Excerpt: 'Twenties Girl'

Read an excerpt from Sophie Kinsella's new book.

ByABC News via logo
June 25, 2009, 5:03 PM

June 29, 2009— -- Lara Lington has a lot going on in her life: Her best friend and business partner has fled to Goa, her start-up company is in trouble, and her boyfriend has just dumped her. In the midst of her quarter-life crisis, Lara is visited by the ghost of her great aunt Sadie, making a bizarre request: that Lara find the missing necklace Sadie owned for more than 75 years.

The quest to find the neckless leads to intrigue and a new love for Lara in "Twenties Girl."

Read an excerpt of the book below and head to the "GMA" Library for more good reads.

The thing about lying to your parents is, you have to do it to protect them. It's for their own good. I mean, take my own parents. If they knew the unvarnished truth about my finances/love life/ plumbing/council tax, they'd have instant heart attacks and the doctor would say, "Did anyone give them a terrible shock?" and it would all be my fault. Therefore, they have been in my flat for approximately ten minutes and already I have told them the following lies:

1. L&N Executive Recruitment will start making profits soon, I'm sure of it.

2. Natalie is a fantastic business partner, and it was a really brilliant idea to chuck in my job to become a headhunter with her.

3. Of course I don't just exist on pizza, black cherry yogurts, and vodka.

4. Yes, I did know about interest on parking tickets.

5. Yes, I did watch that Charles Dickens DVD they gave me for Christmas; it was great, especially that lady in the bonnet. Yes, Peggotty. That's who I meant.

6. I was actually intending to buy a smoke alarm at the weekend, what a coincidence they should mention it.

7. Yes, it'll be nice to see all the family again.

Seven lies. Not including all the ones about Mum's outfit. And we haven't even mentioned The Subject.

As I come out of my bedroom in a black dress and hastily applied mascara, I see Mum looking at my overdue phone bill on the mantelpiece.

"Don't worry," I say quickly. "I'm going to sort that out."

"Only, if you don't," says Mum, "they'll cut off your line, and it'll take ages for you to get it installed again, and the mobile signal is so patchy here. What if there was an emergency? What would you do?" Her brow is creased with anxiety. She looks as though this is all totally imminent, as though there's a woman screaming in labor in the bedroom and floods are rising outside the window and how will we contact the helicopter? How?

"Er . . . I hadn't thought about it. Mum, I'll pay the bill. Honest."

Mum's always been a worrier. She gets this tense smile with distant, frightened eyes, and you just know she's playing out some apocalyptic scenario in her head. She looked like that throughout my last speech day at school; afterward she confessed she'd suddenly noticed a chandelier hanging above on a rickety chain and became obsessed by what would happen if it fell down on the girls' heads and splintered into smithereens?

Now she tugs at her black suit, which has shoulder pads and weird metal buttons and is swamping her. I vaguely remember it from about ten years ago, when she had a phase of going on job interviews and I had to teach her all the really basic computer stuff like how to use a mouse. She ended up working for a children's charity, which doesn't have a formal dress code, thank goodness.

No one in my family looks good in black. Dad's wearing a suit made out of a dull black fabric which flattens all his features. He's actually quite handsome, my dad, in a kind of fine-boned, understated way. His hair is brown and wispy, whereas Mum's is fair and wispy like mine. They both look really great when they're relaxed and on their own territory-like, say, when we're all in Cornwall on Dad's rickety old boat, wearing fleeces and eating pasties. Or when Mum and Dad are playing in their local amateur orchestra, which is where they first met. But today, nobody's relaxed.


INSTRUCTIONS TO FOLLOW :: Copy each line of the material beneath that holds the word "caption".

[Opening RECORDS SHOWN section]

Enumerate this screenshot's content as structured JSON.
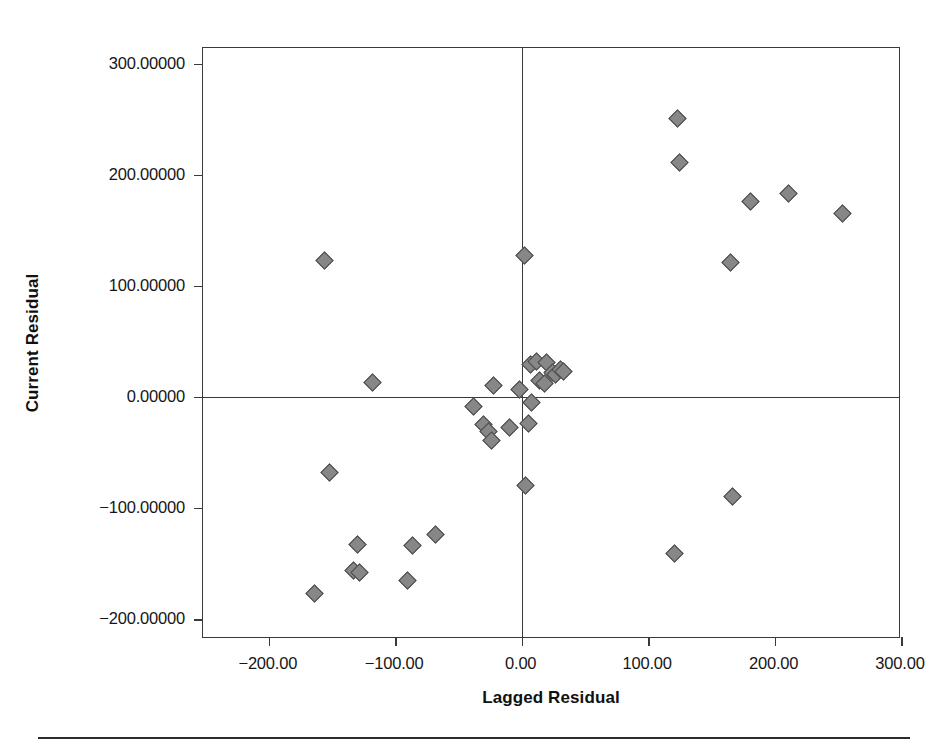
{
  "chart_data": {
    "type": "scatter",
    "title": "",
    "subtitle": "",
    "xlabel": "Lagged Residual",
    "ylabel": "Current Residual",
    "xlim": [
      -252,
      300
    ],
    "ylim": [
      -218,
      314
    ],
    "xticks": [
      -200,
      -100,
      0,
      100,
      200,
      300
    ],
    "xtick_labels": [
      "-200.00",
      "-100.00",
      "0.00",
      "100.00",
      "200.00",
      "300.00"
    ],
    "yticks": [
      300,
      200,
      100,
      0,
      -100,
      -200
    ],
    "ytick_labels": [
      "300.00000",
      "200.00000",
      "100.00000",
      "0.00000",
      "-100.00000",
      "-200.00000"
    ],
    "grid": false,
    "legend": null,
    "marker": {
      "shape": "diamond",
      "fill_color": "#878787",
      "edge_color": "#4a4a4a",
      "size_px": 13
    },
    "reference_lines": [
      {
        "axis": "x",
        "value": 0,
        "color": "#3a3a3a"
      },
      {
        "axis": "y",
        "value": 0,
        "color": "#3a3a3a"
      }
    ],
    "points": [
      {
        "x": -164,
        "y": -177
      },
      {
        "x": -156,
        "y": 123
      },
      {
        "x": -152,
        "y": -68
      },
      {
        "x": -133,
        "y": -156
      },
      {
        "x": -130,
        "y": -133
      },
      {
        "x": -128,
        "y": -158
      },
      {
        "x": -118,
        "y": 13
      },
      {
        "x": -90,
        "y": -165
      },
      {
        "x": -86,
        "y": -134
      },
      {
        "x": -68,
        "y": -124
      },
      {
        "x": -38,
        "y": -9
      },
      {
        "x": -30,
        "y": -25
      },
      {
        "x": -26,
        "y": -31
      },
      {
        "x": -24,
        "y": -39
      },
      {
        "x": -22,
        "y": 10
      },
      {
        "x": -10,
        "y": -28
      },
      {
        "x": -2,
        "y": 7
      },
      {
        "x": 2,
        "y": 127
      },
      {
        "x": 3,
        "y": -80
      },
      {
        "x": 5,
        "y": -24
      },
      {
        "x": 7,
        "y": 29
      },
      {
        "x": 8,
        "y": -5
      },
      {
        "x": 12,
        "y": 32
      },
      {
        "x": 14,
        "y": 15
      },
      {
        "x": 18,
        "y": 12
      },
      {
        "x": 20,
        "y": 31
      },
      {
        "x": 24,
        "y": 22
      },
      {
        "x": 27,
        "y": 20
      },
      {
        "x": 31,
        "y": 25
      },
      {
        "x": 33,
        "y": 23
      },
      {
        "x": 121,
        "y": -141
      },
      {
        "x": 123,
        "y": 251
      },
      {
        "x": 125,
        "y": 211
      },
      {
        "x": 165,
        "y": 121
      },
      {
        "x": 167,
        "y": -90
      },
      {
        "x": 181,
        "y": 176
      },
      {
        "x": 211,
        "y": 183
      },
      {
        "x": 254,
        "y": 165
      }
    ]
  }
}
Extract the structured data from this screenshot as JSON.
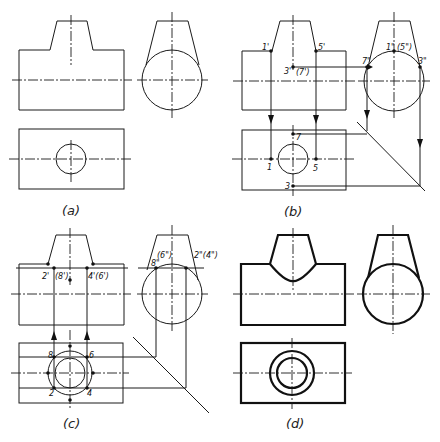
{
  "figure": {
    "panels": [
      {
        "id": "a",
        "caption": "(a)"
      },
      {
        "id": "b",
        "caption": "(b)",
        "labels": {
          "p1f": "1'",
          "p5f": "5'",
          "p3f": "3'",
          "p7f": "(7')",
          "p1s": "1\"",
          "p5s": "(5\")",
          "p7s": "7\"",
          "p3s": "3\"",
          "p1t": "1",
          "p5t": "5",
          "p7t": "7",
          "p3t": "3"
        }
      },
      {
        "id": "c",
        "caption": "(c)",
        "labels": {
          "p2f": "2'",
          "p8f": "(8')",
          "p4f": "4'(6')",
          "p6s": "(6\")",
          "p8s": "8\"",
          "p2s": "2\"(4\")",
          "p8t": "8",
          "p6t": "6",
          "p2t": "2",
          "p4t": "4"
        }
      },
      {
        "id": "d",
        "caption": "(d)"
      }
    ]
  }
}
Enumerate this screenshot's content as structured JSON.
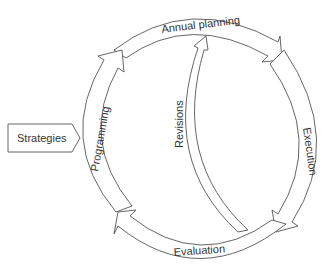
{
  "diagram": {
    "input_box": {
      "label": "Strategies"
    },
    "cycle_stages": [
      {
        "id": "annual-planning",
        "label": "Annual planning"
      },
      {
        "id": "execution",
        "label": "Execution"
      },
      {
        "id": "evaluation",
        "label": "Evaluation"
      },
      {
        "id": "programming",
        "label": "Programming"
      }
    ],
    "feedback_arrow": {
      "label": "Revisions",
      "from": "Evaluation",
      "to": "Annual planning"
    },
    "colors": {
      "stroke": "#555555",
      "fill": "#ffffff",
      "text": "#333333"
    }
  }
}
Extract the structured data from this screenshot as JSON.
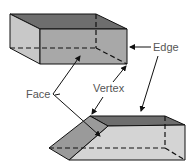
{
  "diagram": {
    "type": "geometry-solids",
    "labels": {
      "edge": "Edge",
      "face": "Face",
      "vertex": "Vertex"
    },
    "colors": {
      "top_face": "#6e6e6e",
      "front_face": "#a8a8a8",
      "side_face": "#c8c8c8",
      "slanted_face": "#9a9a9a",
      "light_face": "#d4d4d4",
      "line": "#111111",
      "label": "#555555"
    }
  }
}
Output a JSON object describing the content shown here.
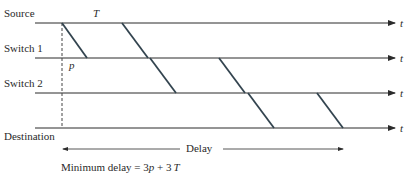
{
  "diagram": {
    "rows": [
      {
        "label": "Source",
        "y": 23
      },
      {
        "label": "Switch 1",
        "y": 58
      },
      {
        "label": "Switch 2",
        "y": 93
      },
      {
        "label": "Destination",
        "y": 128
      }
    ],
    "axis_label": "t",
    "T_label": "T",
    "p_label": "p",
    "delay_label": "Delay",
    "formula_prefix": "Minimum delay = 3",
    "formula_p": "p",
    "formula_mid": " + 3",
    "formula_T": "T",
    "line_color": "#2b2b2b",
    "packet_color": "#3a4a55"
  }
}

[Closing RECORDS SHOWN section]

YOUR SOLUTION ::
        "caption": "(a)"
        "caption": "(b)",
        "caption": "(c)",
        "caption": "(d)"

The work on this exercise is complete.